Earth Science uniquely changing the way we see our home planet


Planet Citizens, Planet Scientists, Preserving & Protecting the Home Planet Earth

Steven Schmidt/GreenPolicy360 Founder: Good science needs good data. In the 1960s and 1970s, US Congressional Representative from Southern California, George E. Brown proposed and set in motion a first generation of Earth Science missions and programs that continued over the decades. When one looks at today's Earth Science Research from Space and accumulative atmospheric/earth science data purposefully acquired, we are seeing the results of George's vision.

As an engineer with a physics background, Representative Brown from California knew we would need good scientific data to make the decisions guiding how we respond to the great challenges of our times, critical and existential threats on multiple fronts.
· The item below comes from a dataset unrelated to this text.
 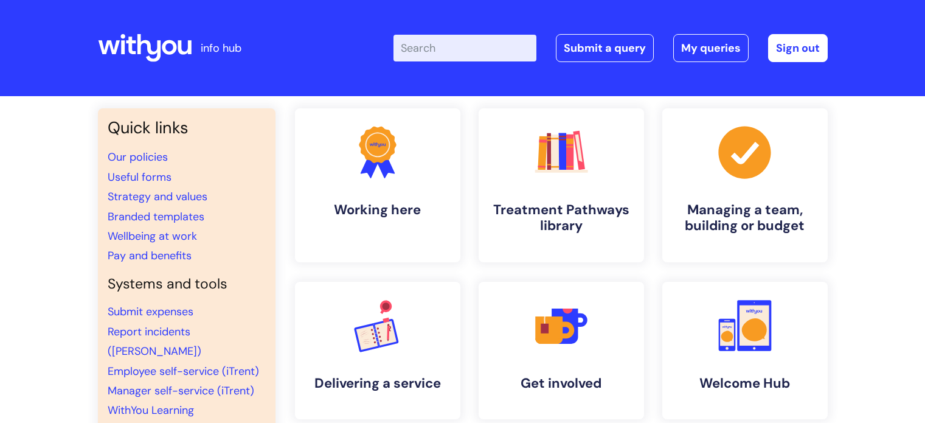 What do you see at coordinates (745, 218) in the screenshot?
I see `h4: Managing a team, building or budget` at bounding box center [745, 218].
The world is now tapping into the results of programs designed to produce the knowledge base George Brown knew would be needed to make smart policy and wise decisions charting a course forward. Whether we make the necessary decisions is up to our generation. Every generation has a 'generational responsibility' as GreenPolicy360 sees the challenges all of us must face as Planet Citizens.

George Brown was a first mover, seeing and studying the science and then acting as he drafted the National Climate Program Act legislation in 1978. He pushed to set up a new Science and Technology Office to press President Carter on the climate change danger (see their letter, attached here, and he continued to support and press forward with an array of scientific research programs and missions with vision over the 1980s and 1990s.


GreenPolicy360's founder was fortunate, beginning in the 1960s, to listen to Congressman Brown Congressman George E. Brown point to the NASA plan and explain how he saw Congress put into action the reality of a multi-year, coordinated, multi-agency program to achieve mission goals.

Earth science, measuring and monitoring Earth's life-enabling systems was given highest priority. Landsat's program was set in motion as a decades long, first-ever digital scanning remote satellites data collecting study. An array of satellites began to launch, creating and combining the expanding resources of NASA, USGS, NOAA, and an array of educational and scientific institutions and aeronautics business.